Asked about what may lie ahead his response comes with a sigh. “We are in a war,” he says. “A destructive war on Lebanon. We hope for peace, but we are prepared for all eventualities.”
Also prepared for the worst is Hassan Manna. He’s staying put in Tyre as war tightens its grip. And he is staying open for business at the small coffee shop he has run for the past 14 years. Locals still pass by for a chat and some reassurance in the form of small plastic cups of sweet coffee.
“I’m not leaving my country,” Hassan told me. “I’m not leaving my house. I’m staying in my place, with my children. I’m not afraid of them (the Israelis).
“The whole world is out on the streets. We don’t want to be humiliated like that.
“Let me die in my house.”
Five of his neighbours were killed in their home by an Israeli air strike last weekend.
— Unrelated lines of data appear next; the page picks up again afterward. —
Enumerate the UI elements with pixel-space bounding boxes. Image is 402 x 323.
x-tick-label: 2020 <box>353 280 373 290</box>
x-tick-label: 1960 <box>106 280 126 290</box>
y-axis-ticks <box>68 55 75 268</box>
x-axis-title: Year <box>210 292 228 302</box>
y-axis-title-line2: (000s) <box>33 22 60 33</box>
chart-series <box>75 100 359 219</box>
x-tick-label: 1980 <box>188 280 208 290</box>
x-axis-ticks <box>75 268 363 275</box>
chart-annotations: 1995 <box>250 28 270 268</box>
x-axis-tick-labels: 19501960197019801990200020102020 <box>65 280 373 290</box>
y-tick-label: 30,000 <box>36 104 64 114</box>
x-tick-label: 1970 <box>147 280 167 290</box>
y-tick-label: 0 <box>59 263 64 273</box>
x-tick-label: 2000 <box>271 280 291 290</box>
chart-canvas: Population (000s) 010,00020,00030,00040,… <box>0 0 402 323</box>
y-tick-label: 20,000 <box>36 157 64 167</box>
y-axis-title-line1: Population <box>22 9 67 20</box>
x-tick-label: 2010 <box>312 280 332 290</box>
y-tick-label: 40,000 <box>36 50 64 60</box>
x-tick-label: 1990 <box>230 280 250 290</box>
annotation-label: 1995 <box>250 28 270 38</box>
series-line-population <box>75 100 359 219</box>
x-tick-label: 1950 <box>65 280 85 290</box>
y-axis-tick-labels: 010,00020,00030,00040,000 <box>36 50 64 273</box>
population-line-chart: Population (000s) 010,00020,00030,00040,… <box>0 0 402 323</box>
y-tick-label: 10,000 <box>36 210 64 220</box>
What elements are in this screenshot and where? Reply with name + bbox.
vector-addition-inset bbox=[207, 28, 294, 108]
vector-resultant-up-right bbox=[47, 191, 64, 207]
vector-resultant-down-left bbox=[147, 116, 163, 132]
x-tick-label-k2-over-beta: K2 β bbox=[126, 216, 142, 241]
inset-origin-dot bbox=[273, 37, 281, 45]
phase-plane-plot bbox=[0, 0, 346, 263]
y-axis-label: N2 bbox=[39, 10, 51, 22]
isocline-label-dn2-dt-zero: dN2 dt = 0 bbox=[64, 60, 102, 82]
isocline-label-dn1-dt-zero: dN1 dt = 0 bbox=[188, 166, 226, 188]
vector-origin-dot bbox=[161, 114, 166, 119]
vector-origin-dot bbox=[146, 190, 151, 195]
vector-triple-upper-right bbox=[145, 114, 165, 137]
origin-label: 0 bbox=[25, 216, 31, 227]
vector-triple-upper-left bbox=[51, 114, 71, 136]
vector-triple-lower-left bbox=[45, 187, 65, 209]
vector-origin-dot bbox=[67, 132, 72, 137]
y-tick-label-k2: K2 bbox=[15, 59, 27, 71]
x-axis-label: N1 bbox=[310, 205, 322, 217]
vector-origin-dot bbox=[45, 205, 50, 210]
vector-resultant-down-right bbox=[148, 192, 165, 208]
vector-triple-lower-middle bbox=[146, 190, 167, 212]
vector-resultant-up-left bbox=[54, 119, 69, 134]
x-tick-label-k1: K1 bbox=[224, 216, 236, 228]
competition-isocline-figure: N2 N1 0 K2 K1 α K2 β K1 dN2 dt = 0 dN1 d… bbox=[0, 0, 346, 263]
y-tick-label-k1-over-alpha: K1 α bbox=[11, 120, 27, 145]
Hassan saw it happen and was thrown in the air by two incoming Israeli missiles.
He managed to walk away with just an injured arm.
Was there a Hezbollah target there? We don’t know. Hassan says the dead were all civilians and members of one family, including two women and a baby.
Israel says its targets are Hezbollah fighters and their facilities, and not the people of Lebanon. Many here say otherwise – including doctors, and witnesses like Hassan.
Israel says it is taking steps to minimise the risk of harming civilians – accusing Hezbollah of hiding its infrastructure among civilian populations.
“There was nothing (no weapons) there,” Hassan insisted. “If there was, we would have left the area. There was nothing to be bombed. The woman was 75.”
After the strike he dug in the rubble for survivors until he collapsed and was taken to hospital himself.
When he speaks of his neighbours his voice breaks with anger and grief – and his eyes fill with tears.
“It’s unjust,” he said, “totally unjust. We know the people. They were born here. I swear I wish I had died with them.”
Ten days ago, we got the view in a Christian area, close to the border.
One local woman – who asked not to be named – told me everyone was living on their nerves.
“The phone is constantly beeping,” she said. “We can never know when (Israeli) attacks are coming. It’s always tense. Many nights we can’t sleep.”
We were interrupted by the sound of an Israeli air strike, which sent smoke rising from distant hills.
She reeled off a list of villages nearer the border – now deserted and destroyed after the past year of tit for tat exchanges between Hezbollah and Israel.
She said the damage in these areas was already far greater than in the five-week war of 2006. “If people want to come back later”, she said, “there are no houses left to come back to.
“And there is no house that did not lose relatives,” she said, “either close or distant. All the men are Hezbollah.”
Before the war the armed group was always “bragging about its weapons, and saying it would fight Israel forever,” she told me. “Privately, even their followers are now shocked at the quality and quantity of attacks by Israel.”
Few here would dare to guess at the future. “We have entered a tunnel,” she said, “and until now we cannot see the light.”
From Tel Aviv, to Tehran, to Washington no one can be sure what is coming next, and what the Middle East will look like the day after.